The national spotlight on Michigan State University’s possible role in allowing USA gymnastics doctor Larry Nassar to abuse at least 200 young women over a period of two decades shines brightly in a Big Ten community such as Bloomington. As it should.

Indiana University has hundreds of student-athletes, both male and female, along with doctors and trainers and coaches of both genders. The university is responsible for acting on any complaints of impropriety quickly and forcefully to guarantee the protection of the young people under its wing.

The same is true, of course, for MSU where Nassar was a sports medicine doctor in the College of Osteopathic Medicine in addition to his role caring for Olympic-level gymnasts. A Detroit News report found that at least 14 Michigan State staff members received complaints about Nassar in the time he worked there.

While the university did very little to curtail his behavior, the doctor continued sexually assaulting women under the guise of medical examinations and treatment.

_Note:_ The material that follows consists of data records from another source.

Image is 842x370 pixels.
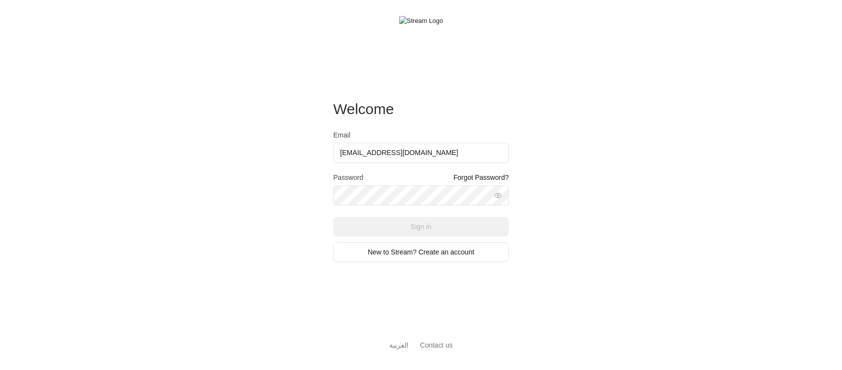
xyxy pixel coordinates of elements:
label: Password [333,172,363,182]
span: Welcome [333,101,394,117]
a: Contact us [420,341,453,349]
button: toggle password visibility [490,188,506,203]
img: Stream Logo [399,16,443,26]
a: Forgot Password? [453,172,509,182]
a: العربية [389,336,408,354]
button: Contact us [420,340,453,350]
a: New to Stream? Create an account [333,242,509,262]
label: Email [333,130,350,140]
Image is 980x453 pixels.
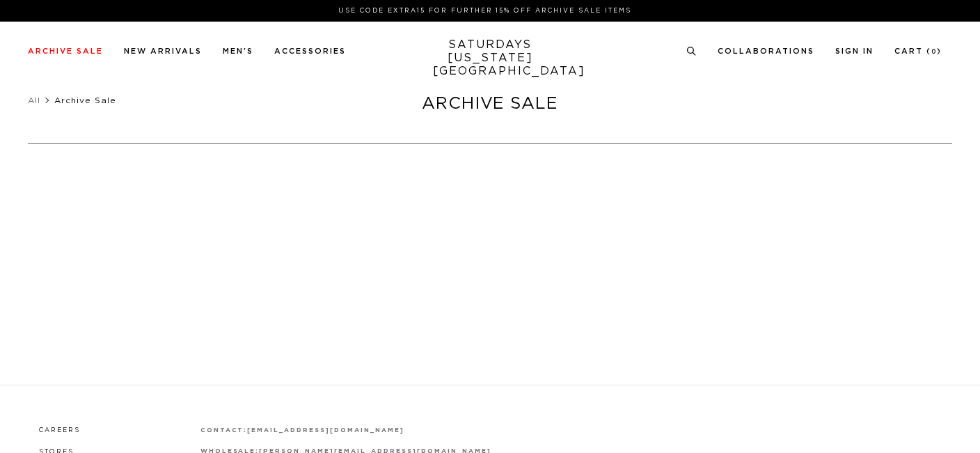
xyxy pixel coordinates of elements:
span: Archive Sale [54,96,116,105]
a: All [28,96,40,105]
strong: contact: [201,427,248,433]
small: 0 [931,49,937,55]
a: Sign In [835,47,874,55]
a: [EMAIL_ADDRESS][DOMAIN_NAME] [247,427,403,433]
a: New Arrivals [124,47,202,55]
a: Careers [39,427,80,433]
a: Archive Sale [28,47,103,55]
a: SATURDAYS[US_STATE][GEOGRAPHIC_DATA] [433,38,548,78]
a: Men's [223,47,253,55]
a: Collaborations [718,47,814,55]
a: Cart (0) [894,47,942,55]
a: Accessories [274,47,346,55]
p: Use Code EXTRA15 for Further 15% Off Archive Sale Items [33,5,936,16]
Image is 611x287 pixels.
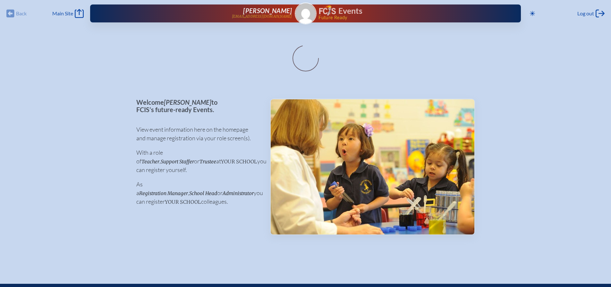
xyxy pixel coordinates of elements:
span: Trustee [200,159,216,165]
a: Gravatar [295,3,317,24]
span: Main Site [52,10,73,17]
span: Support Staffer [161,159,194,165]
img: Events [271,99,474,235]
p: Welcome to FCIS’s future-ready Events. [136,99,260,113]
span: [PERSON_NAME] [164,98,211,106]
span: Administrator [223,191,254,197]
span: Teacher [141,159,159,165]
img: Gravatar [295,3,316,24]
span: School Head [189,191,217,197]
span: [PERSON_NAME] [243,7,292,14]
p: As a , or you can register colleagues. [136,180,260,206]
span: Registration Manager [139,191,188,197]
p: View event information here on the homepage and manage registration via your role screen(s). [136,125,260,143]
a: [PERSON_NAME][EMAIL_ADDRESS][DOMAIN_NAME] [111,7,292,20]
span: Log out [577,10,594,17]
a: Main Site [52,9,84,18]
span: your school [221,159,257,165]
div: FCIS Events — Future ready [319,5,501,20]
span: Future Ready [319,15,500,20]
span: your school [165,199,201,205]
p: [EMAIL_ADDRESS][DOMAIN_NAME] [232,14,292,19]
p: With a role of , or at you can register yourself. [136,149,260,175]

Now, prompted largely by exceptional reporting by our Hoosier colleagues at the Indianapolis Star, Nassar has entered a guilty plea and been sentenced to literally hundreds of years in prison; MSU’s president and athletics director have resigned; and more dominoes are expected to fall.

Both MSU’s leadership and the NCAA must investigate what complicity the university might have had in covering for Nassar, as well as look deeply into how other sexual assault allegations within MSU football and basketball programs have been handled.

Though we have no reason to doubt IU officials place the safety and welfare of student-athletes as their highest priority, this is a good time to step back and examine how that priority is being ensured. Nassar’s case and its link to MSU should prompt such examination at all Big Ten schools, if not all members at all levels of the NCAA.